I know the Pho is a Vietnamese soup; at least I think I know but have never tasted it. However, the name of every Pho restaurant I have seen the word Pho is followed by a number. Today I saw Pho7 and Pho79.
Is there any significance to the number? Is it the number of the Pho recipe used in the restaurant? The number of people the restaurant can hold? The age of the restaurant owner?
Just curious here and I have no idea how to Google this.
This article jibes with other things I’ve heard. Basically it’s just one of those things, a sort of tradition. restaurants picked numbers to distinguish themselves from other restaurants, because why not? Specific numbers are chosen for different reasons, from simply being lucky numbers, to being numbers with personal significance. Some are indeed the year the joint opened.
I’ve just always assumed it’s lucky numbers or something. Here, there’s Pho 777 and Pho 888. Nothing to do with highways, addresses, or years of opening.
Interesting. I always thought they were indicating the number of ways in which they served pho at any particular place, sort of a brag about their variety.
There was an Asian fusion/sushi restaurant around here that lasted only about a year. They had a number in the name that I don’t recall but I think it was their street address.
The problem I’ve run into is the Vietnamese restaurants I’ve run across have limited menus or the Vietnamese dishes are part of a variety of other Asian styles. Based on what’s been available for me I’d have to agree that the food is kind of boring, or indistinguishable from other Asian styles.
I asked a Vietnamese co-worker about this and his English wasn’t great, but apparently the numbers correspond to the school or style of school where the chef learned to prepare pho. A lot of these joints don’t strike me as places that hired schooled master chefs at any recent point. I figure it’s like any descriptor for chili or BBQ: Maybe they really learned this in Texas or Cincinnati, maybe they didn’t.
Maybe it’s due to the kind of large number of Vietnamese immigrants there are in my area, and the relatively small number of Chinese or Thai immigrants, Vietnamese cuisine seems very different from the Chinese or Thai cuisine I can get here. Vietnamese here is usually lighter than Thai, and more fragrant and spicy than Chinese. That’s a generalization, but it’s how it seems.
I’ve never knowingly had any Cambodian cuisine, though, and didn’t realize it till now. I’ll have to find some.
And yeah, Dish+somehow significant numbers=Name of restaurant seems like a pretty good idea. Particularly since Vietnamese has a lot of unfortunate homonyms with English, especially when mixed such as Pho King.
Probably a couple dozen pho places within a few miles of where I live in San Leandro, CA, and the only one I can think of that has a number in it is Saigon 2 which I’ve just assumed means that this is their second restaurant. (There is a taqueria chain that include #X in their store names.)
So no help to the question, just a contrary data point about whether it is a common/universal thing.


None of the images should appear in your copy. Transcribe the data in full.

(Items from a figure collection)
§ §

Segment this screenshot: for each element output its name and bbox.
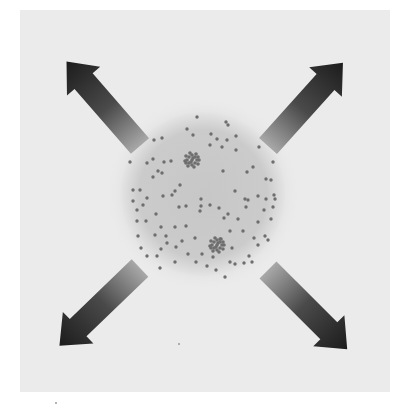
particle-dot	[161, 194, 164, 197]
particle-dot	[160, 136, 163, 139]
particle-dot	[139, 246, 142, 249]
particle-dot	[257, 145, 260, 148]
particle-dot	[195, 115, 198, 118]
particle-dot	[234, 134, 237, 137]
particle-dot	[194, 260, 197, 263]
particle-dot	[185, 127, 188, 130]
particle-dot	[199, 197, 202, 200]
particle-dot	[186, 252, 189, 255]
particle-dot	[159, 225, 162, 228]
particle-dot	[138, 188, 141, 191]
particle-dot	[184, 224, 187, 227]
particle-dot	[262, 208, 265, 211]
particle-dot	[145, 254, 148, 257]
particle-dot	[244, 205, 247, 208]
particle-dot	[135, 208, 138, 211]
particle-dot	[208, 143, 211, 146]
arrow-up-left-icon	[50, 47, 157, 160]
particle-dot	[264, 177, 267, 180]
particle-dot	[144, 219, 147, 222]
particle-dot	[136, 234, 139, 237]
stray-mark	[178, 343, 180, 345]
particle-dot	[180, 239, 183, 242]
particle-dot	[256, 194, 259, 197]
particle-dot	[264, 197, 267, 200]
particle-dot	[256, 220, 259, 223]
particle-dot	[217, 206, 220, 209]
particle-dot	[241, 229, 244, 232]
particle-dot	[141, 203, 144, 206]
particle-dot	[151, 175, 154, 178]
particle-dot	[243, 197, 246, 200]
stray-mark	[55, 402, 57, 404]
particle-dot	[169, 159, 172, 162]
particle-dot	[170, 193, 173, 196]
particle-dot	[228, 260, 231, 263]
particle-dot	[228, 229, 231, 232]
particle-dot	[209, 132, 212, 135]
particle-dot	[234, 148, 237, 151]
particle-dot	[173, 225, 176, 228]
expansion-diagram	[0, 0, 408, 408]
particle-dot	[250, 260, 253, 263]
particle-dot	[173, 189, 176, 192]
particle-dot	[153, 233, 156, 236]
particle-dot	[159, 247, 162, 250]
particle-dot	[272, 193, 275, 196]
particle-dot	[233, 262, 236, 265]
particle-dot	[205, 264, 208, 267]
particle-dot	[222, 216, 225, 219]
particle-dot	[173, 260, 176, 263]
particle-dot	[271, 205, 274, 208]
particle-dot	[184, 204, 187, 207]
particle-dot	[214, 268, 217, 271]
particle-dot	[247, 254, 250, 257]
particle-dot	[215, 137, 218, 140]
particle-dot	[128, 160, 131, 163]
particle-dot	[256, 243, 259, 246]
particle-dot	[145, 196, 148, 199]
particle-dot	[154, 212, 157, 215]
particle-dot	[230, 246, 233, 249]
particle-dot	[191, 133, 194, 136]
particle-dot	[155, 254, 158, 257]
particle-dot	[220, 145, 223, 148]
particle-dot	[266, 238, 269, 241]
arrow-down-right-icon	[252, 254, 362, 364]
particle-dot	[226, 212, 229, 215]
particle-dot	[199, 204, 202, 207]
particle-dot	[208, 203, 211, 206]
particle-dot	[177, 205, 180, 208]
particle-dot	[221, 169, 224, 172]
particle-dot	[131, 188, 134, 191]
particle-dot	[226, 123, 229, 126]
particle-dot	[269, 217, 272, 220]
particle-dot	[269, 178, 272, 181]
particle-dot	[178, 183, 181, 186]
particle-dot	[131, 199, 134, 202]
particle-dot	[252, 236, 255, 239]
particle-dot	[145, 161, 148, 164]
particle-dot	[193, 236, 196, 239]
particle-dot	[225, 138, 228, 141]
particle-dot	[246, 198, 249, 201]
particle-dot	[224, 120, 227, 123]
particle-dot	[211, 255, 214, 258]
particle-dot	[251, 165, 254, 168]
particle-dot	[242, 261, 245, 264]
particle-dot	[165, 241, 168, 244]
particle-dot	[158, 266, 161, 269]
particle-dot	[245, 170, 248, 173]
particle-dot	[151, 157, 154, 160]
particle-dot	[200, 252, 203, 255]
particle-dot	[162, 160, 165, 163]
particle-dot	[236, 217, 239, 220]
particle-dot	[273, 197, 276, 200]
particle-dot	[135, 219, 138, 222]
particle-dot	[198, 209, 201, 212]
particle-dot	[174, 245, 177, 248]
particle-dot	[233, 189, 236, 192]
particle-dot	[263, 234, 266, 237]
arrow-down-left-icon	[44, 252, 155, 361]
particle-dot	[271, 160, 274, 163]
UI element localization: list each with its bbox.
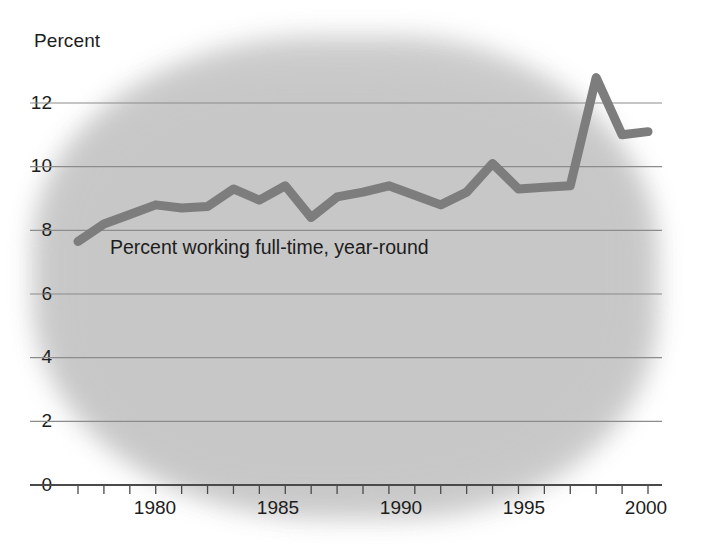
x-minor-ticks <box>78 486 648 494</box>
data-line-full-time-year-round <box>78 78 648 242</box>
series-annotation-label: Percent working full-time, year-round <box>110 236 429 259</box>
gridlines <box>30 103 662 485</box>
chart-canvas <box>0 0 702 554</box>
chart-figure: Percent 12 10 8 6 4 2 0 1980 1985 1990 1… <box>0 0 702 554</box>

§ §

__Written answer__:
Segment this screenshot: for each element output its name and bbox.
particle-dot	[161, 194, 164, 197]
particle-dot	[160, 136, 163, 139]
particle-dot	[139, 246, 142, 249]
particle-dot	[257, 145, 260, 148]
particle-dot	[195, 115, 198, 118]
particle-dot	[234, 134, 237, 137]
particle-dot	[194, 260, 197, 263]
particle-dot	[185, 127, 188, 130]
particle-dot	[199, 197, 202, 200]
particle-dot	[186, 252, 189, 255]
particle-dot	[159, 225, 162, 228]
particle-dot	[138, 188, 141, 191]
particle-dot	[184, 224, 187, 227]
particle-dot	[262, 208, 265, 211]
particle-dot	[145, 254, 148, 257]
particle-dot	[244, 205, 247, 208]
particle-dot	[135, 208, 138, 211]
particle-dot	[208, 143, 211, 146]
arrow-up-left-icon	[50, 47, 157, 160]
particle-dot	[264, 177, 267, 180]
particle-dot	[144, 219, 147, 222]
particle-dot	[136, 234, 139, 237]
stray-mark	[178, 343, 180, 345]
particle-dot	[180, 239, 183, 242]
particle-dot	[256, 194, 259, 197]
particle-dot	[264, 197, 267, 200]
particle-dot	[256, 220, 259, 223]
particle-dot	[217, 206, 220, 209]
particle-dot	[241, 229, 244, 232]
particle-dot	[141, 203, 144, 206]
particle-dot	[151, 175, 154, 178]
particle-dot	[243, 197, 246, 200]
stray-mark	[55, 402, 57, 404]
particle-dot	[169, 159, 172, 162]
particle-dot	[170, 193, 173, 196]
particle-dot	[228, 260, 231, 263]
particle-dot	[228, 229, 231, 232]
particle-dot	[209, 132, 212, 135]
particle-dot	[234, 148, 237, 151]
particle-dot	[173, 225, 176, 228]
expansion-diagram	[0, 0, 408, 408]
particle-dot	[250, 260, 253, 263]
particle-dot	[173, 189, 176, 192]
particle-dot	[153, 233, 156, 236]
particle-dot	[159, 247, 162, 250]
particle-dot	[272, 193, 275, 196]
particle-dot	[233, 262, 236, 265]
particle-dot	[205, 264, 208, 267]
particle-dot	[222, 216, 225, 219]
particle-dot	[173, 260, 176, 263]
particle-dot	[271, 205, 274, 208]
particle-dot	[184, 204, 187, 207]
particle-dot	[214, 268, 217, 271]
particle-dot	[247, 254, 250, 257]
particle-dot	[215, 137, 218, 140]
particle-dot	[128, 160, 131, 163]
particle-dot	[256, 243, 259, 246]
particle-dot	[145, 196, 148, 199]
particle-dot	[154, 212, 157, 215]
particle-dot	[230, 246, 233, 249]
particle-dot	[191, 133, 194, 136]
particle-dot	[155, 254, 158, 257]
particle-dot	[220, 145, 223, 148]
particle-dot	[266, 238, 269, 241]
arrow-down-right-icon	[252, 254, 362, 364]
particle-dot	[226, 212, 229, 215]
particle-dot	[199, 204, 202, 207]
particle-dot	[208, 203, 211, 206]
particle-dot	[177, 205, 180, 208]
particle-dot	[221, 169, 224, 172]
particle-dot	[131, 188, 134, 191]
particle-dot	[226, 123, 229, 126]
particle-dot	[269, 217, 272, 220]
particle-dot	[269, 178, 272, 181]
particle-dot	[178, 183, 181, 186]
particle-dot	[131, 199, 134, 202]
particle-dot	[252, 236, 255, 239]
particle-dot	[145, 161, 148, 164]
particle-dot	[193, 236, 196, 239]
particle-dot	[225, 138, 228, 141]
particle-dot	[246, 198, 249, 201]
particle-dot	[224, 120, 227, 123]
particle-dot	[211, 255, 214, 258]
particle-dot	[251, 165, 254, 168]
particle-dot	[242, 261, 245, 264]
particle-dot	[165, 241, 168, 244]
particle-dot	[158, 266, 161, 269]
particle-dot	[245, 170, 248, 173]
particle-dot	[151, 157, 154, 160]
particle-dot	[200, 252, 203, 255]
particle-dot	[162, 160, 165, 163]
particle-dot	[236, 217, 239, 220]
particle-dot	[273, 197, 276, 200]
particle-dot	[135, 219, 138, 222]
particle-dot	[198, 209, 201, 212]
particle-dot	[174, 245, 177, 248]
particle-dot	[233, 189, 236, 192]
particle-dot	[263, 234, 266, 237]
arrow-down-left-icon	[44, 252, 155, 361]
particle-dot	[271, 160, 274, 163]
UI element localization: list each with its bbox.
x-minor-ticks <box>78 486 648 494</box>
data-line-full-time-year-round <box>78 78 648 242</box>
series-annotation-label: Percent working full-time, year-round <box>110 236 429 259</box>
gridlines <box>30 103 662 485</box>
chart-canvas <box>0 0 702 554</box>
chart-figure: Percent 12 10 8 6 4 2 0 1980 1985 1990 1… <box>0 0 702 554</box>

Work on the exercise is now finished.